We did not find an association between the brain MRI abnormalities and time from the onset of signs and symptoms to CSF study or brain MRI examination. The disease appears to be the result of a vigorous host response to larvae in the central nervous system. It spontaneously resolves presumably because the larvae do not survive in human hosts. A delay in arranging a lumbar puncture or brain MRI study did not have an effect on the abnormalities of brain MRI, supporting the theory of immune response related brain injury and the larvae being unable to survival in the central nervous system. If this was not the case, the migrating larvae would result in more severe brain pathology in the patients with delayed CSF and imaging studies.
The median incubation period in our study was 26 days (range, 3–80 days), and the time from the presence of symptoms to brain MRI was 16 days (range, 3–39 days). Therefore, it would take 6 to 119 days to see the brain MRI abnormalities from the onset of infection. This is similar to a study in rabbits, where MRI hyperintense lesions on T2-weighted MRI were first observed on day 22 postinfection (PI), and the hallmarks of abnormality were noted on day 35 PI, and remained up to day 207 PI (Wang et al. 2005).

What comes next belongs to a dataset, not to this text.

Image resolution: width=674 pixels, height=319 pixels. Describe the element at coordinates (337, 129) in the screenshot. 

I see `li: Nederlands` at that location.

There are some limitations to our study. First, this is a retrospective study with considerable variations in reporting and patients were limited to those who were hospitalized. However, we minimized the biases by using a standardized data-collecting form. Second, our findings were from one medical center, and they may not be applicable to other settings without brain MRI capability. Third, we did not control the use of steroids or anti-parasitic agents, and those agents might have affected the appearances of brain MRI in our series. Fourth, we did not perform follow-up brain MRI in most of the patients. However, all of the patients recovered well.

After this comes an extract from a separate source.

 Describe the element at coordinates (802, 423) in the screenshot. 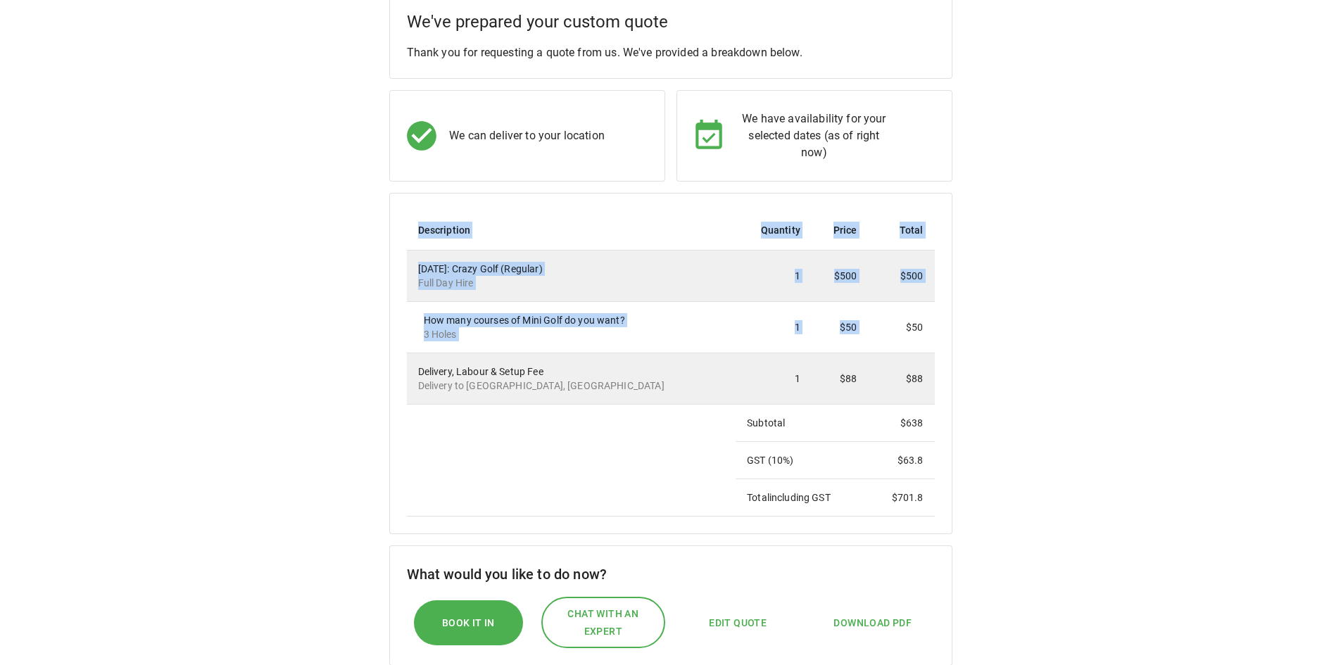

In summary, the brain MRI findings were nonspecific, ranging from normal, leptomeningeal enhancement, hyperintense signal lesions on T2-weighted MR images and nodular enhancing lesions on gadolinium-enhanced T1W1. There was an association between the presence of brain MRI high signal intensities with peripheral eosinophilia (p=0.02), CSF eosinophil count ≥10%, and presence of CSF antibodies to A. cantonensis (p=0.01). The time from symptom onset to spinal tapping or brain MRI studies did not have an effect on the presence of brain MRI abnormalities. The role of brain MRI in patients with eosinophilic meningitis needed to be further clarified.
Footnotes
Disclosure Statement
No competing financial interests exist.